Our Sites

Tackle box holds memories of first additive manufacturing experience

What was it like learning to operate to the 3D Systems SLA 250 3D printer in the early 1990s?

The 3D Systems SLA 250 3D printer in the early 1990s

Contributor Kip Hanson learned about AM while enrolled in a training course in 1993, during which he operated an SLA 250 from 3D Systems.

While cleaning the garage last weekend, I stumbled across a plastic tackle box. Inside sat a Dremel tool, some abrasive wheels, a few files, and a pair of rubber gloves. The box was dusty and the lid a bit warped from years of summer heat, but other than that it still looked the same as it did in 1993, when I emerged from a week-long training session at the 3D Systems facility in Valencia, Calif.

The tackle box and its contents were intended for postprocessing the parts I was expected to make on my then-employer’s SLA 250, a 3D printer not all that different from inventor Chuck Hull’s first commercial machine, the SLA-1.

The American Society of Mechanical Engineers has since designated the SLA-1 a Historic Mechanical Engineering Landmark, and Hull was inducted into the National Inventors Hall of Fame in 2014. (Congratulations, Chuck, you’ve earned it. I hope to shake your hand someday.)

I never did build many parts on the SLA 250, or any other 3D printer for that matter. I left the company shortly after my training in California, which didn’t make my boss too happy.

I wish I’d done more with that machine. And, to be honest, I’m a little jealous of the current generation of 3D printer operators. If I’d known the tremendous impact Hull’s work would have on the industry I love, I might have made some different career choices.

Still, I get to write about additive manufacturing.

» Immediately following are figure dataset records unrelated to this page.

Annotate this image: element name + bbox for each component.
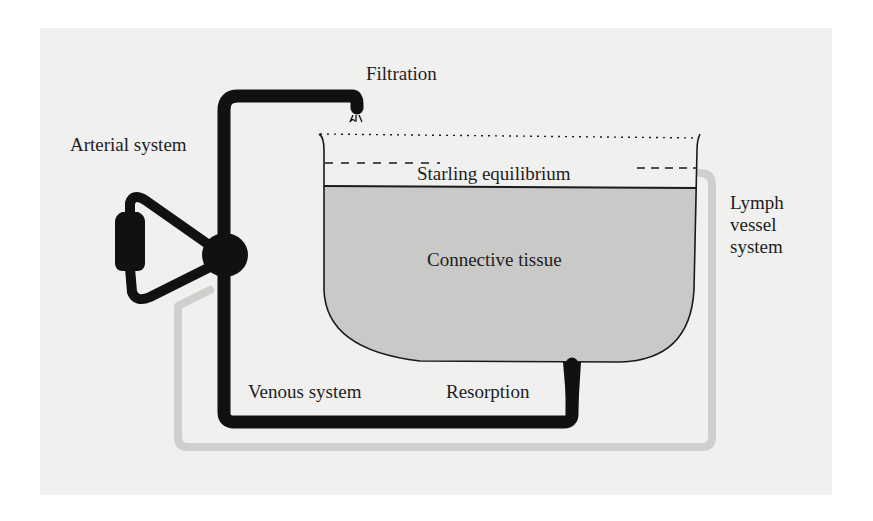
lymph-label-line1: Lymph — [730, 192, 810, 214]
resorption-label: Resorption — [446, 381, 529, 403]
arterial-system-label: Arterial system — [70, 134, 187, 156]
lymph-label-line2: vessel — [730, 214, 810, 236]
junction-node-icon — [202, 233, 248, 277]
filtration-drip-icon — [350, 115, 362, 122]
venous-system-label: Venous system — [248, 381, 361, 403]
connective-tissue-label: Connective tissue — [427, 249, 562, 271]
starling-equilibrium-label: Starling equilibrium — [417, 163, 571, 185]
lymph-vessel-system-label: Lymph vessel system — [730, 192, 810, 258]
filtration-label: Filtration — [366, 63, 437, 85]
heart-pump-icon — [115, 212, 145, 271]
lymph-label-line3: system — [730, 236, 810, 258]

Like a good friend of mine, I once thought that 3D printing was little more than a novelty. And I found the hype over the possibility of it replacing machining and other conventional manufacturing processes laughable. While that day has yet to come—and certainly won’t arrive in the short time I have left on this planet—I must admit that I misjudged the technology. AM is changing everything.

I can’t speak for my friend, but I have a hunch he would agree with me.

About the Author

Kip Hanson

Kip Hanson is a freelance writer with more than 35 years working in and writing about manufacturing. He lives in Tucson, Ariz.